The boy who danced in honour of Dionusos was trying to assimilate himself to the god, whose history and personality would be brought home to him vividly by the vineyards around him: they would serve him for a parable. The vine that came so mysteriously out of the earth, lived its short life in the rain and sunshine, and was crushed and killed at the harvest, to rise again in the strange juice which thrilled him with such wondrous power—there was plenty of parable for him there. And while he felt the god’s history so vividly, he was acting it, for acting was the very essence of Hellenic dancing. He would act the sorrows of Dionusos, his persecution from city to city, and his final conquest; he would match each incident in the story with suitable inward feelings and outward gestures of sorrow and triumph. Thus his dancing came to be a keenly religious observance, accompanied by more vivid acting than is possible on a modern stage; such dancing, it must be remembered, was the parent of Attic Drama. The dramatic power of such acting became enormous; one dancer, it is said, could make the whole philosophic system of Pythagoras intelligible without speaking a word, simply by his gestures and attitudes.[441]

In such dramatic dancing the subject or plot was important. Here the weakness of the old Hellenic mythology became fatal. For it was the old myths that supplied the motives of religious dances as well as of the drama, and many of them were morally unsatisfactory. When a chorus of boys danced the Birth-pangs of Semelé, the most famous dithyramb of Timotheos, not unnaturally objections were raised. The new school of musicians and poets, which arose towards the end of the fifth century, tried to represent everything and anything in the most realistic way possible: their dancers had to imitate with voice and gesture “blacksmiths at the forge, craftsmen at work, sailors rowing and boatswains giving them orders, horses neighing, bulls bellowing,”[442] and so forth. They chose the commonest and coarsest scenes, just like Dutch painters. In their hands, dancing became something vulgar, as well as morally risky, though still under a semi-religious sanction. It is this charge which justified Plato’s denunciations of the dramatic element in poetry and music. It must be remembered that the choregos at Athens, who collected the boys from his tribe to dance these dithyrambs, could use compulsion if fathers refused to allow their sons to join his chorus.[443] Yet the advantages of learning to dance were great, quite apart from the religious aspects. Dancing was a scientifically designed system of physical training, which exercised every part of the body symmetrically.[444] The different masters invented systems of their own, just as the paidotribai invented systems of wrestling; in both cases the teaching began with a series of figures, which were afterwards fitted together. Different localities also had their own particular figures.[445]

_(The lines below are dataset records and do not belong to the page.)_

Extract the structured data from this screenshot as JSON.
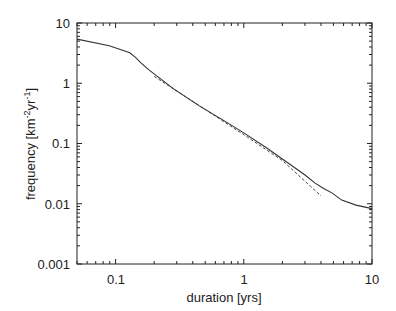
{
  "chart_data": {
    "type": "line",
    "title": "",
    "xlabel": "duration [yrs]",
    "ylabel": "frequency [km⁻²yr⁻¹]",
    "xscale": "log",
    "yscale": "log",
    "xlim": [
      0.05,
      10
    ],
    "ylim": [
      0.001,
      10
    ],
    "grid": false,
    "legend": null,
    "xticks": [
      "0.1",
      "1",
      "10"
    ],
    "yticks": [
      "0.001",
      "0.01",
      "0.1",
      "1",
      "10"
    ],
    "series": [
      {
        "name": "observed",
        "style": "solid",
        "x": [
          0.05,
          0.0893,
          0.129,
          0.143,
          0.157,
          0.18,
          0.28,
          0.45,
          0.7,
          1.0,
          1.5,
          2.2,
          3.0,
          3.6,
          4.2,
          4.9,
          5.8,
          7.5,
          10.0
        ],
        "y": [
          5.4,
          4.2,
          3.2,
          2.7,
          2.2,
          1.7,
          0.82,
          0.42,
          0.24,
          0.15,
          0.085,
          0.048,
          0.03,
          0.022,
          0.018,
          0.015,
          0.0115,
          0.0095,
          0.0083
        ]
      },
      {
        "name": "power-law fit",
        "style": "dashed",
        "x": [
          0.2,
          0.4,
          1.0,
          2.0,
          4.0
        ],
        "y": [
          1.3,
          0.5,
          0.14,
          0.052,
          0.0135
        ]
      }
    ]
  },
  "axes": {
    "x_tick_labels": [
      "0.1",
      "1",
      "10"
    ],
    "y_tick_labels": [
      "10",
      "1",
      "0.1",
      "0.01",
      "0.001"
    ],
    "xlabel": "duration [yrs]",
    "ylabel_main": "frequency [km",
    "ylabel_sup1": "-2",
    "ylabel_mid": "yr",
    "ylabel_sup2": "-1",
    "ylabel_end": "]"
  }
}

The solo dance was used for private exercise. It also made its way into the drama. Sometimes, too, in the choral performances one or two of the best dancers were singled out to perform more elaborate evolutions expressing the dramatic course of the subject. But the choral dance was universal throughout Hellas. Its motives ranged from the solemn religious questionings of Aeschylus to the drunken buffoonery of the vine-festivals. The dance might be the act of worship of a whole people, as in the great festivals at Delos. It might, like the Gumnopaidia at Sparta, be designed to exhibit the physical perfection and practise the military evolutions of a nation in arms. It might celebrate the triumphant return of an Olympian victor to his native city, as did many of the dances which accompanied the extant odes of Pindar. The chorus-songs of Tragedy and Comedy were set to dances of a sort; but from these last boys seem to have been excluded.